While re-reading Mihaly Csikszentmihalyi’s wonderful book Flow: The Psychology of Optimal Experience, I came across this passage on working crossword puzzles. I think he could just as well be talking about making blackout poems:
There is much to be said in favor of this popular pastime, which in its best form resembles the ancient riddle contests. It is inexpensive and portable, its challenges can be finely graduated so that both novices and experts can enjoy it, and its solution produces a sense of pleasing order that gives one a satisfying feeling of accomplishment. It provides opportunities to experience a mild state of flow to many people who are stranded in airport lounges, who travel on commuter trains, or who are simply whiling away Sunday mornings.
Csikszentmihalyi then goes on to talk explicitly about poetry and writing:
What’s important is to find at least a line, or a verse, that starts to sing. Sometimes even one word is enough to open a window on a new view of the world, to start the mind on an inner journey….
And the joys of being an amateur (why leave it to professionals?):
Not so long ago, it was acceptable to be an amateur poet….Nowadays if one does not make some money (however pitifully little) out of writing, it’s considered to be a waste of time. It is taken as downright shameful for a man past twenty to indulge in versification unless he receives a check to show for it.
UPDATE (6/30/08): Weird timing: a reader from Tacoma, Washington messaged me and said her local newspaper, The News Tribune, is running a blackout poems contest. (I’ve archived the full text in the comments.)
Austin Kleon says
Of course, they’re probably closer to a Word Search than a Crossword Puzzle…
Tim says
Two things:
1. As it happens, I did the Sunday crossword yesterday, for the first time in ages. Finished it with the help of J. My guess is that, in her maturity, she will be a Hall of Fame-level crossword puzzler.
2. Re the the second quote:
This goes on my “Instant Monster Classic” list. Amen and amen. The point of reading, of listening, of looking at art, of doing ANY art, is to embark upon journeys that otherwise will never get underway. This is what it means to be an artist of amateur (“love-driven”) motives. Huge.
Austin Kleon says
Tim: Glad you dug that quote. I don’t think I’ve highlighted so many passages in one book!
Jim says
Floetry.
Austin Kleon says
From THE NEWS TRIBUNE in Tacoma, Washington:
annapurna says
another thing that i would say provides a similarly small but satisfying drop of flow to the everyday consumer is a fortune cookie. although you don’t feel like the mystical words are coming from you, they are directed at you, applicable to your personal life.
Mal says
You might like the book “writing in flow” by Susan perry, which has a lot on writing poetry in a flow state.
Susan Perry says
Hey, I was napping and woke up suddenly realizing I’d been mentioned in a blog. Yes, my book Writing in Flow is probably relevant to blackout poems in some slant-rhymey way. By the way, I’ll be doing a regular blog shortly for Psychology Today called “Creating in Flow,” so I’ve just made a note to come back to THIS blog and see what’s up.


» **EXERCISE INSTRUCTIONS**: Go through the entries below and return every line that contains "right".

(Saved data entries)
>>
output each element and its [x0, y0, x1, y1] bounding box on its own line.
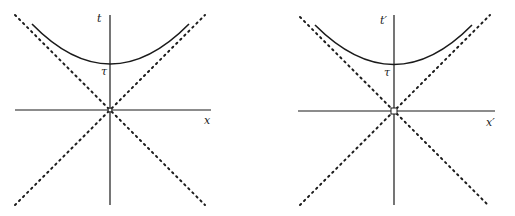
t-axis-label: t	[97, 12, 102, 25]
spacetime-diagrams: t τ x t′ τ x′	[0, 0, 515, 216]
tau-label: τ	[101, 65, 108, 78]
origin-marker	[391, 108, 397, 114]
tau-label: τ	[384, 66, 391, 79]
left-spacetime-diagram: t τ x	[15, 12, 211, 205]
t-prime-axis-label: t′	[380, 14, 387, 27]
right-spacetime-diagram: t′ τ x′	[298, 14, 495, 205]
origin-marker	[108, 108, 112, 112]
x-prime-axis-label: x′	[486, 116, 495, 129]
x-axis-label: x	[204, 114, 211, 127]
<<
>>
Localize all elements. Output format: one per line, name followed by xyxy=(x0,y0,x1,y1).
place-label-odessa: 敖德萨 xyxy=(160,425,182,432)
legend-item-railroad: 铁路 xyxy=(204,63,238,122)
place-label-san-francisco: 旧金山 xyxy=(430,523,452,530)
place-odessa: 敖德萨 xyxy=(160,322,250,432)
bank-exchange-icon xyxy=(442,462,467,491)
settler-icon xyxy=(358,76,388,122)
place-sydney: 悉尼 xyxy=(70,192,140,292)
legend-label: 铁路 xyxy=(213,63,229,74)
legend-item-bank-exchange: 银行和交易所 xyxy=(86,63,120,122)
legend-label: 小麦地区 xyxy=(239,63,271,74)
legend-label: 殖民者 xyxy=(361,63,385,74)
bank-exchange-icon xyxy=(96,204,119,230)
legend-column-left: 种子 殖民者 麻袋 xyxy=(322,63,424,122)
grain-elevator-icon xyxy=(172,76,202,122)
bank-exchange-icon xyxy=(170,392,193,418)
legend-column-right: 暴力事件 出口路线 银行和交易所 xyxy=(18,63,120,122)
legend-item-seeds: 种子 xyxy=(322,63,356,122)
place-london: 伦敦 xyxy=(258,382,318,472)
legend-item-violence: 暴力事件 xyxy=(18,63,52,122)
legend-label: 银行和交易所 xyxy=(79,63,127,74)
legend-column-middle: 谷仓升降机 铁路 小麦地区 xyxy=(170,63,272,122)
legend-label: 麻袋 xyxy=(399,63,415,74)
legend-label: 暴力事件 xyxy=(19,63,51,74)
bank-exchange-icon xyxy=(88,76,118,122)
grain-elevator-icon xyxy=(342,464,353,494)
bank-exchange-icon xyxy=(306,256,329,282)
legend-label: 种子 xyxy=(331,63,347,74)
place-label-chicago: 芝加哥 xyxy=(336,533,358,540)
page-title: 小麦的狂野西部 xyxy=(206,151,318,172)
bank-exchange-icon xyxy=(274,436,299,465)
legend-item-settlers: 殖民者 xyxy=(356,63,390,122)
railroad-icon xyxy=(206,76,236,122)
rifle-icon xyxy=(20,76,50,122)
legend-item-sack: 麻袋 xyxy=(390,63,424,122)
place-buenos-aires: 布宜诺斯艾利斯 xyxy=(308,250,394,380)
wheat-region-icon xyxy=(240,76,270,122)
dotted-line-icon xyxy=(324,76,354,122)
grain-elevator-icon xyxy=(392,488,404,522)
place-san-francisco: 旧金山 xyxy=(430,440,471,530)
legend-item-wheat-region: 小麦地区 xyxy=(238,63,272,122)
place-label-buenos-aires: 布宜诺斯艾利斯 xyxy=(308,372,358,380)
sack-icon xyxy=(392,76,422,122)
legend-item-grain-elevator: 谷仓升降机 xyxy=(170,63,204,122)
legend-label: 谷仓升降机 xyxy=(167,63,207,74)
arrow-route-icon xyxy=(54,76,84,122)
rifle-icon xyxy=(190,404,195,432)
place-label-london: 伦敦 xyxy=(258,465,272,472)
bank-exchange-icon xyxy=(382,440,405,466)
<<
» **ANSWER SPACE**:
right-spacetime-diagram: t′ τ x′	[298, 14, 495, 205]
legend-column-right: 暴力事件 出口路线 银行和交易所 xyxy=(18,63,120,122)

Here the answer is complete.